2006年NPR美国国家公共电台一月-The American Hunter: Going Extinct(在线收听

Frank Deford: It is well-known that hunting is one of our most popular participant sports. So what species of animal do you think hunters are looking for these days? The answer is, human-beings. No, hunters are not actually trying to bag homo sapiens and throw them over their car hood. But what they desperately want is more people to join them out in the woods, guns locked and loaded.

Frank Deford: Fewer and fewer Americans are hunting these days. Most dramatically, younger people are not picking up the sport. If the trend continues, soon enough , few American hunter will be as extinct as the passenger pigeon.

Frank Deford: Hunters, you see, are getting caught in a crunch. On the one hand, more and more of the traditional gun-toting citizenry are leaving rural areas for the suburbs, where golf carts, video games and slot machines are more likely to be the avant-garde choice tool of recreation.

Frank Deford: On the other hand, the people who live in metropolitan areas are buying second homes out in the pristine sticks and immediately erecting "No Hunting" signs up on their property. It is sort of a modern version of all those Western movies where the farmers and the ranchers were at odds. Any update of the musical Oklahoma will have a hoedown song that goes, Oh, the hunters and the second-homers can be friends.

Frank Deford: Hunters are particularly frustrated at the love affair that citified folk have with deer. Nothing this side of gay marriage now divides this country so much as deer do. Many Americans absolutely adore deer. They are all darting little Bambis who are so unnerved by inconsiderate humans that their big soulful eyes are forever being caught in those headlights we always hear about.

Frank Deford: Hunters, meanwhile, pretty much see deer as big rats, Lyme disease-carrying vermin who happen to taste good once they properly get shot and become venison. But as the deer reproduce prolifically, their main predators, the hunters, are rapidly declining. Hunters are panicking. In some states, they are trying to get age limits lowered so tykes can take up hunting early, get it in their system.

Frank Deford: Hunters are even proselytizing women, our primordial gatherers, so that the whole family can go a-shooting. The family that slays together, stays together.

Frank Deford: Of course, the hunters are not alone in decline. The latest US government statistics suggest that we are doing less of everything--bowling, golfing, skiing, playing tennis--well, most anything that actually requires activity. Instead, we are going to more games, and watching longer hours of them on television. We watch real good, we Americans do.

Frank Deford: But if hunters are endangered, their fishing brethren are holding their own. At least 30 million Americans try to catch bass. Bass fishing is hot. Bass tournaments are on television. But then, there is no save-the-bass constituency. Bass aren't cute like deer. Walt Disney never drew a baby bass. The poor put-upon bass don't ever get their eyes caught in the headlights.

NEW WORDS:

homo sapiens: the type of human being that exists now
gun-toting: someone carrying a guy. i.e. gun-toting gangs on the street
avant-garde: extremely modern and shocking
pristine: not spoiled or damaged in any way
rancher: someone who owns or works on a big farm
slot machine: a machine for a game when you put money into it
vermin: unpleasant people who cause problems for society
prolifically: fertilely
proselytize: to try to persuade someone to join a religious group or political party
primordial: = primitive
brethren: [plural] a member of a group, especially a religious one.
constituency: = supporter
put-upon: a feeling of put-upon is occurs when one feels being treated of doing thing unfairly or too much.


■ What is required
In full and without change, transcribe the records below.

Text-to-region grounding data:
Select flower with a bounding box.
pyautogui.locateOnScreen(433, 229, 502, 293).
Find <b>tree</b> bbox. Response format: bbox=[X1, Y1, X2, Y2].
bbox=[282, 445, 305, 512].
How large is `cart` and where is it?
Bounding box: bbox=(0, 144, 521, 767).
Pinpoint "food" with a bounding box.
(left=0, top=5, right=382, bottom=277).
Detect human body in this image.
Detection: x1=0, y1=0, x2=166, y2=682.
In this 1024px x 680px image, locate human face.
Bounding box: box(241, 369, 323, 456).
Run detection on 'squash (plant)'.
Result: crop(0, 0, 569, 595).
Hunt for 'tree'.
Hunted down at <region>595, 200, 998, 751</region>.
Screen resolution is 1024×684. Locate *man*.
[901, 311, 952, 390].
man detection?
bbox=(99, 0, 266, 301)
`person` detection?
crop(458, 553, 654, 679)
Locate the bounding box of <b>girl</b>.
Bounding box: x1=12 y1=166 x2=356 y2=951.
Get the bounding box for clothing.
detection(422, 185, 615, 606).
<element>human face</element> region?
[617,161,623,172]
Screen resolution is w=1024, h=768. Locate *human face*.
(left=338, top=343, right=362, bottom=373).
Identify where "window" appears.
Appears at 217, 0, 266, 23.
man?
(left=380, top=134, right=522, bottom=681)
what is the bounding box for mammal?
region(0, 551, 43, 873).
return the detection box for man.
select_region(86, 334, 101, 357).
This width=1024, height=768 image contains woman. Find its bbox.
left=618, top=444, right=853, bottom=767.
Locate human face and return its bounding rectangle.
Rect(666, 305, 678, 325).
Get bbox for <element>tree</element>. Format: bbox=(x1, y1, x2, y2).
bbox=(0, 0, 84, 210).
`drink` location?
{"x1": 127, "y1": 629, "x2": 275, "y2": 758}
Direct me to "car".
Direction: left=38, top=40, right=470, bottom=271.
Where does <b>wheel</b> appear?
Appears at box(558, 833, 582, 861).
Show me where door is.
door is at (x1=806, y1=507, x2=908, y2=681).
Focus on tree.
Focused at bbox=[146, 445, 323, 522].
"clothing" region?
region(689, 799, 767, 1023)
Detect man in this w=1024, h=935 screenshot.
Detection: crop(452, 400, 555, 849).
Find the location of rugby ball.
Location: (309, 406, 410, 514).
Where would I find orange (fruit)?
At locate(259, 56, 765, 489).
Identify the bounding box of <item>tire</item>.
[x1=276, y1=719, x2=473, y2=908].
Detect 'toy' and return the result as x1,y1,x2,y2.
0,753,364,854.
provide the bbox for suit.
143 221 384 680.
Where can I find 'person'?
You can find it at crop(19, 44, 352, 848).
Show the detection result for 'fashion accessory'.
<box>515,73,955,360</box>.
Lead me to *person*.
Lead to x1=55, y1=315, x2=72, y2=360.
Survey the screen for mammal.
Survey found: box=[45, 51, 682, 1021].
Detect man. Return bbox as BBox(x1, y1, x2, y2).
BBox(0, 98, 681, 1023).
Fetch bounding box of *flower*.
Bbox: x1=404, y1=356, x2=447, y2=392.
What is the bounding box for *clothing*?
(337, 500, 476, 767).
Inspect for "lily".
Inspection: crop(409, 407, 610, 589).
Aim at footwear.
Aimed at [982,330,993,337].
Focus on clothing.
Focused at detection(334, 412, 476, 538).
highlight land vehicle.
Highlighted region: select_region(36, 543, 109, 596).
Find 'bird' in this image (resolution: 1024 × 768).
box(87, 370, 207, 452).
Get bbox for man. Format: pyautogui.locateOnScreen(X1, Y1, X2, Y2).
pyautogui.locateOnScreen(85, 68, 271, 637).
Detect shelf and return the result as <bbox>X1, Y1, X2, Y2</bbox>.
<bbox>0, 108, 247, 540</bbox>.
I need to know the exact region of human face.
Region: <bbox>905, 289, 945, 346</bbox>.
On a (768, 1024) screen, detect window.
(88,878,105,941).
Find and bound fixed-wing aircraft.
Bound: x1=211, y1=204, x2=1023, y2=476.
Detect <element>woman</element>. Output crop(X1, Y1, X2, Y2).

■ Solution to this problem
Select flower with a bounding box.
pyautogui.locateOnScreen(433, 229, 502, 293).
Find <b>tree</b> bbox. Response format: bbox=[X1, Y1, X2, Y2].
bbox=[282, 445, 305, 512].
How large is `cart` and where is it?
Bounding box: bbox=(0, 144, 521, 767).
Pinpoint "food" with a bounding box.
(left=0, top=5, right=382, bottom=277).
Detect human body in this image.
Detection: x1=0, y1=0, x2=166, y2=682.
In this 1024px x 680px image, locate human face.
Bounding box: box(241, 369, 323, 456).
Run detection on 'squash (plant)'.
Result: crop(0, 0, 569, 595).
Hunt for 'tree'.
Hunted down at <region>595, 200, 998, 751</region>.
Screen resolution is 1024×684. Locate *man*.
[901, 311, 952, 390].
man detection?
bbox=(99, 0, 266, 301)
`person` detection?
crop(458, 553, 654, 679)
Locate the bounding box of <b>girl</b>.
Bounding box: x1=12 y1=166 x2=356 y2=951.
Get the bounding box for clothing.
detection(422, 185, 615, 606).
<element>human face</element> region?
[617,161,623,172]
Screen resolution is w=1024, h=768. Locate *human face*.
(left=338, top=343, right=362, bottom=373).
Identify where "window" appears.
Appears at 217, 0, 266, 23.
man?
(left=380, top=134, right=522, bottom=681)
what is the bounding box for mammal?
region(0, 551, 43, 873).
return the detection box for man.
select_region(86, 334, 101, 357).
This width=1024, height=768 image contains woman. Find its bbox.
left=618, top=444, right=853, bottom=767.
Locate human face and return its bounding rectangle.
Rect(666, 305, 678, 325).
Get bbox for <element>tree</element>. Format: bbox=(x1, y1, x2, y2).
bbox=(0, 0, 84, 210).
`drink` location?
{"x1": 127, "y1": 629, "x2": 275, "y2": 758}
Direct me to "car".
Direction: left=38, top=40, right=470, bottom=271.
Where does <b>wheel</b> appear?
Appears at box(558, 833, 582, 861).
Show me where door is.
door is at (x1=806, y1=507, x2=908, y2=681).
Focus on tree.
Focused at bbox=[146, 445, 323, 522].
"clothing" region?
region(689, 799, 767, 1023)
Detect man in this w=1024, h=935 screenshot.
Detection: crop(452, 400, 555, 849).
Find the location of rugby ball.
Location: (309, 406, 410, 514).
Where would I find orange (fruit)?
At locate(259, 56, 765, 489).
Identify the bounding box of <item>tire</item>.
[x1=276, y1=719, x2=473, y2=908].
Detect 'toy' and return the result as x1,y1,x2,y2.
0,753,364,854.
provide the bbox for suit.
143 221 384 680.
Where can I find 'person'?
You can find it at crop(19, 44, 352, 848).
Show the detection result for 'fashion accessory'.
<box>515,73,955,360</box>.
Lead me to *person*.
Lead to x1=55, y1=315, x2=72, y2=360.
Survey the screen for mammal.
Survey found: box=[45, 51, 682, 1021].
Detect man. Return bbox as BBox(x1, y1, x2, y2).
BBox(0, 98, 681, 1023).
Fetch bounding box of *flower*.
Bbox: x1=404, y1=356, x2=447, y2=392.
What is the bounding box for *clothing*?
(337, 500, 476, 767).
Inspect for "lily".
Inspection: crop(409, 407, 610, 589).
Aim at footwear.
Aimed at [982,330,993,337].
Focus on clothing.
Focused at detection(334, 412, 476, 538).
highlight land vehicle.
Highlighted region: select_region(36, 543, 109, 596).
Find 'bird' in this image (resolution: 1024 × 768).
box(87, 370, 207, 452).
Get bbox for man. Format: pyautogui.locateOnScreen(X1, Y1, X2, Y2).
pyautogui.locateOnScreen(85, 68, 271, 637).
Detect shelf and return the result as <bbox>X1, Y1, X2, Y2</bbox>.
<bbox>0, 108, 247, 540</bbox>.
I need to know the exact region of human face.
Region: <bbox>905, 289, 945, 346</bbox>.
On a (768, 1024) screen, detect window.
(88,878,105,941).
Find and bound fixed-wing aircraft.
Bound: x1=211, y1=204, x2=1023, y2=476.
Detect <element>woman</element>. Output crop(X1, Y1, X2, Y2).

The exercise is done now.